According to the hospital, the procedure virtually eliminates the chance of her immune system rejecting the transplant because no donor organ was used. The trachea was grown using the patient’s own cells.

“The BioSpherix XVIVO barrier isolator system for cells was the answer to our prayers. Their technology allowed us to safely build a new trachea for our patient and virtually eliminated the risk of contamination and at no cost. We are very grateful to the BioSpherix team. They put their hearts into helping fix this child,” said Dr. Mark Holterman, Professor of Surgery and Pediatrics at University of Illinois College of Medicine at Peoria and co-surgeon on Hannah’s case.

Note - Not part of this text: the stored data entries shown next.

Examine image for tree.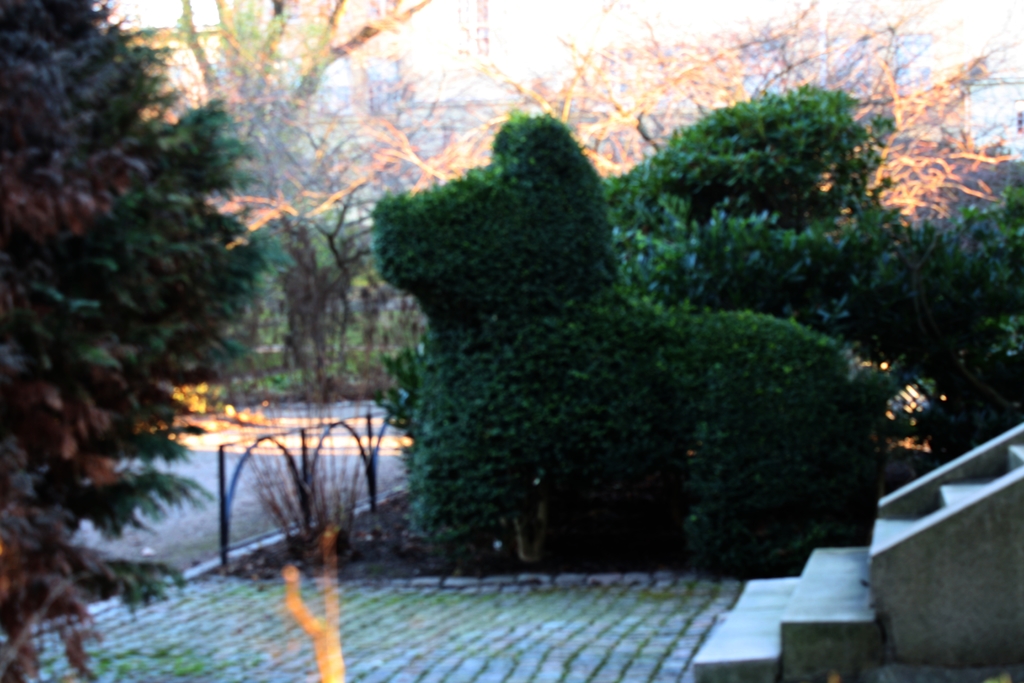
Examination result: select_region(141, 0, 450, 434).
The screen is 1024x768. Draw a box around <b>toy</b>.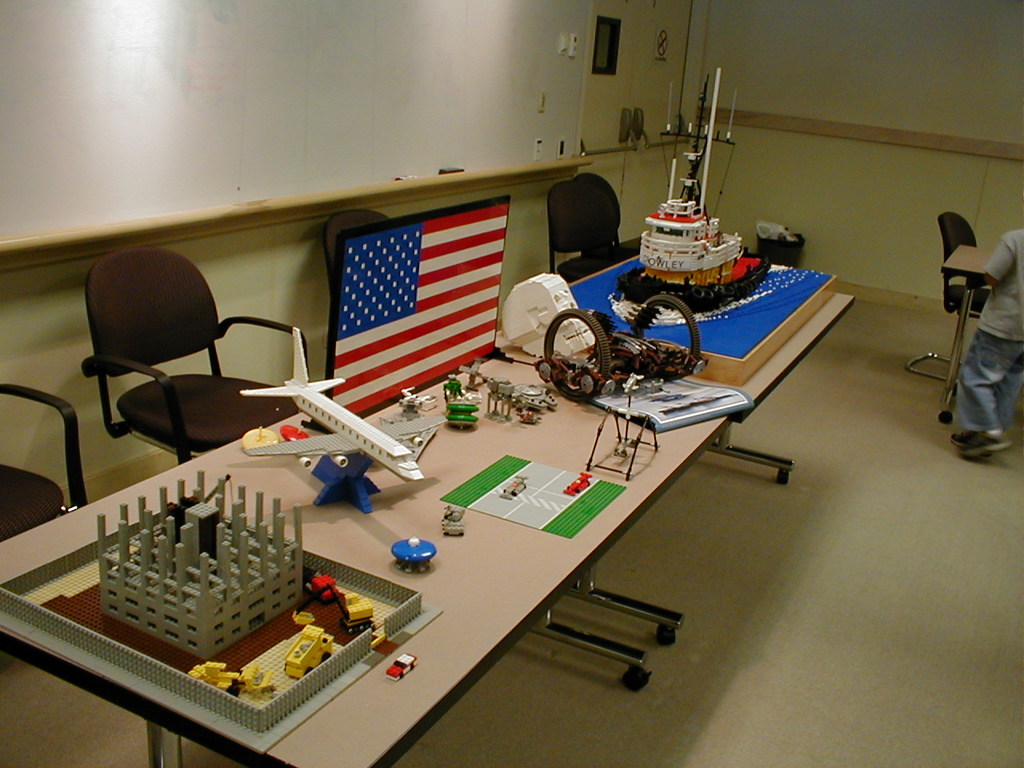
<region>439, 377, 462, 399</region>.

BioSpherix’s XVIVO System was crucial to the production of the engineered trachea in that it enabled doctors to manufacture Hannah’s new trachea completely within the patient surgical suite where it was implanted. The next best alternative, a Chicago-based clean room located more than 150 miles from Peoria, would have introduced a great deal of risk, requiring two just-in-time air transports of live cells and tissue. First the patient’s stem cells would have to be flown from Peoria to Chicago, and then, once produced, the sensitive man-made trachea would have to be flown back to the Children’s Hospital in Peoria.

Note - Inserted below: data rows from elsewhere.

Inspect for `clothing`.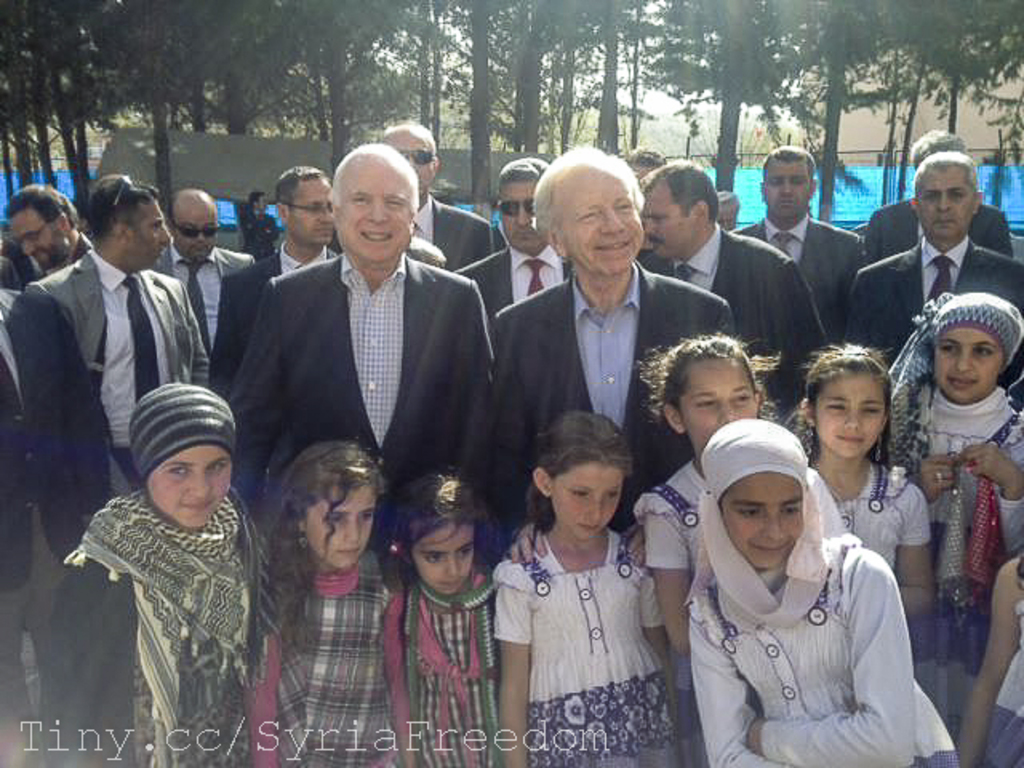
Inspection: (62,426,275,760).
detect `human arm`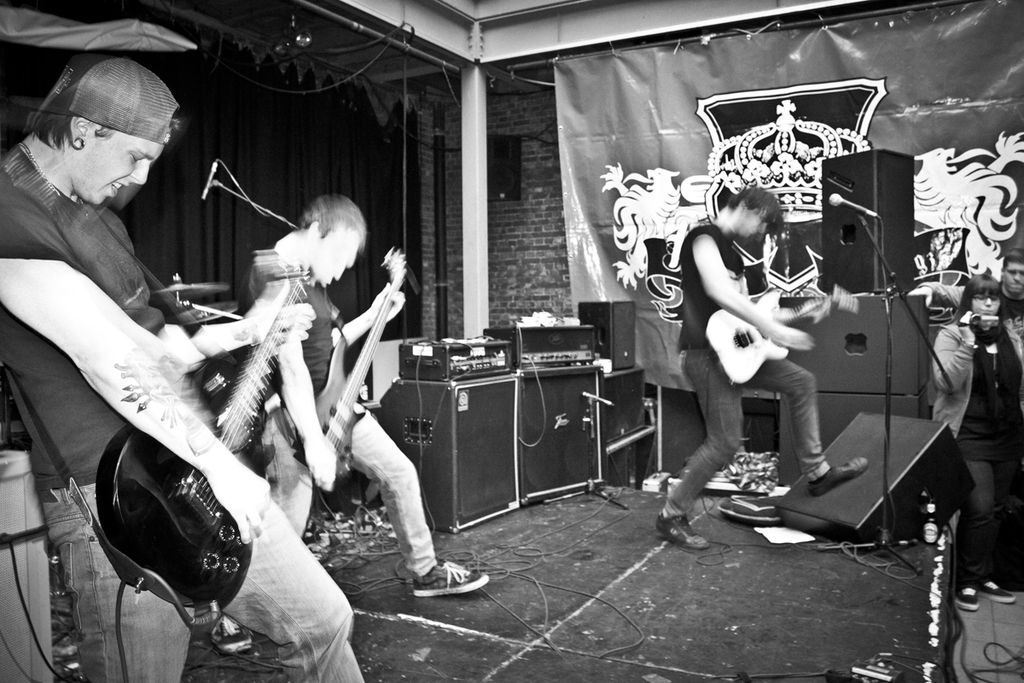
x1=0 y1=190 x2=261 y2=545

“Our unique equipment enables FDA compliant cell production right in the operating room,” said Randy Yerden, owner and CEO of BioSpherix.

“This proves regenerative medicine can take place in any hospital,” Yerden continued. “Aspiring cell therapists are no longer dependent on the limited number of multi-million dollar clean rooms, usually only found in large tertiary hospitals and research centers. Now other brilliant surgeons like Dr. Holterman and his team can begin engaging in organ engineering wherever they practice.”

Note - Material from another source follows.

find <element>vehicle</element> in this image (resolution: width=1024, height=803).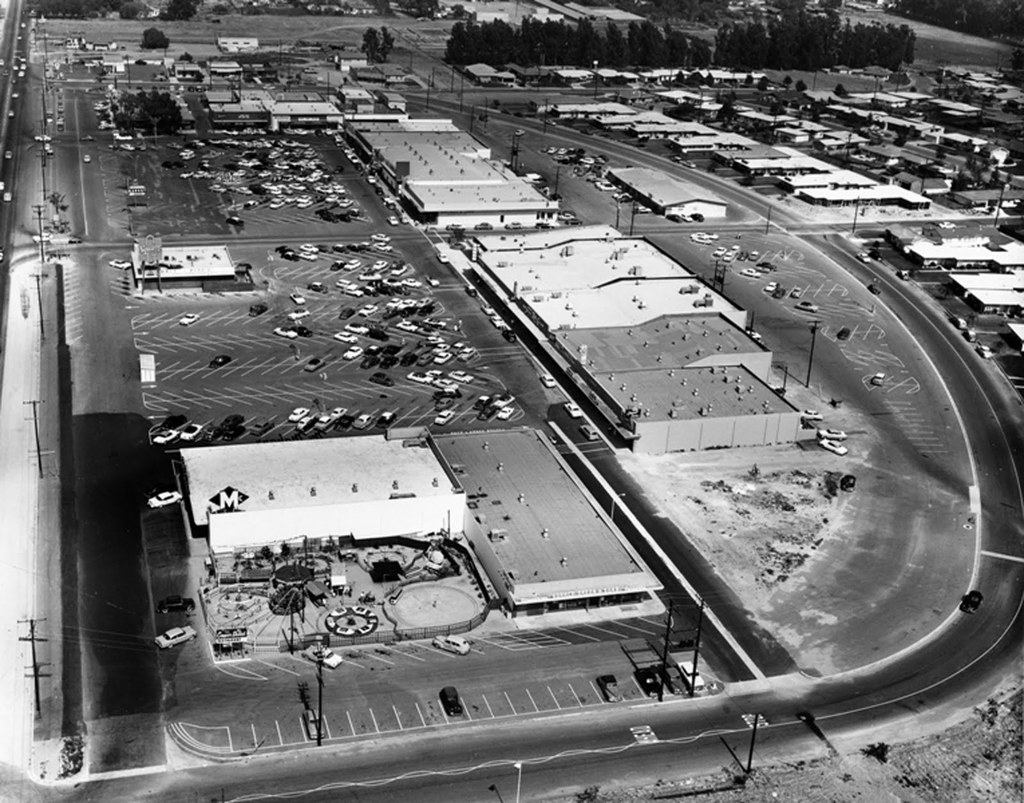
left=973, top=342, right=993, bottom=357.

BioSpherix, a manufacturer of advanced biomedical laboratory equipment, donated the use of their flagship XVIVO System for the experimental procedure. XVIVO is the first and only barrier isolator cell production system optimized for cells, and aligns closely with all the latest regulatory guidance.

The system was delivered, installed and validated within weeks, an unprecedented speed in the annals of cell manufacturing facilities.

Cell therapy promises significant benefits to millions who suffer from untreatable and devastating diseases. The compact mobile XVIVO System now opens up these new therapies to virtually any clinic that gets FDA approval.

The XVIVO System offers academic, research, pharmaceutical and biotechnology organizations improved control of process, contamination and quality, and indicates the future of how all valuable cells will eventually be incubated and processed.

Using XVIVO cell production system, cells are produced in a series of flexible, modular interconnected chambers with full integration of all instruments and processing tools inside. Cells and supplies enter at one end, waste is expelled aseptically along the way, and clinical grade cell product emerges at the end of the process.

Globally, there are nearly one hundred XVIVO Systems in use today including at the Roswell Park Cancer Institute (United States), University of Bordeaux (France), Ottawa Health Research Institute (Canada), Hong Kong University (China), Euroimplant Laboratories (Poland), Cleveland Clinic Foundation (United States), University of Texas, MD Anderson Cancer Center (United States), University of Linkoping (Sweden), Queen Mary, University of London (United Kingdom), Monash University (Australia) and the University of Sao Paulo (Brazil).

About BioSpherix:

BioSpherix, Ltd., located in Lacona, NY, develops, manufactures and sells advanced laboratory and clinical equipment for the purpose of controlling and maintaining optimal conditions for mammalian cells outside the body, called “Cytocentric” cell incubation and processing equipment. Since its founding in 2001, BioSpherix, Ltd. has provided its unique enabling equipment to academic, research, pharmaceutical and biotechnology organizations throughout the world, for use in the fields of cell biology and stem cell research, cell therapy, gene therapy, clinical studies and FDA compliant cell production.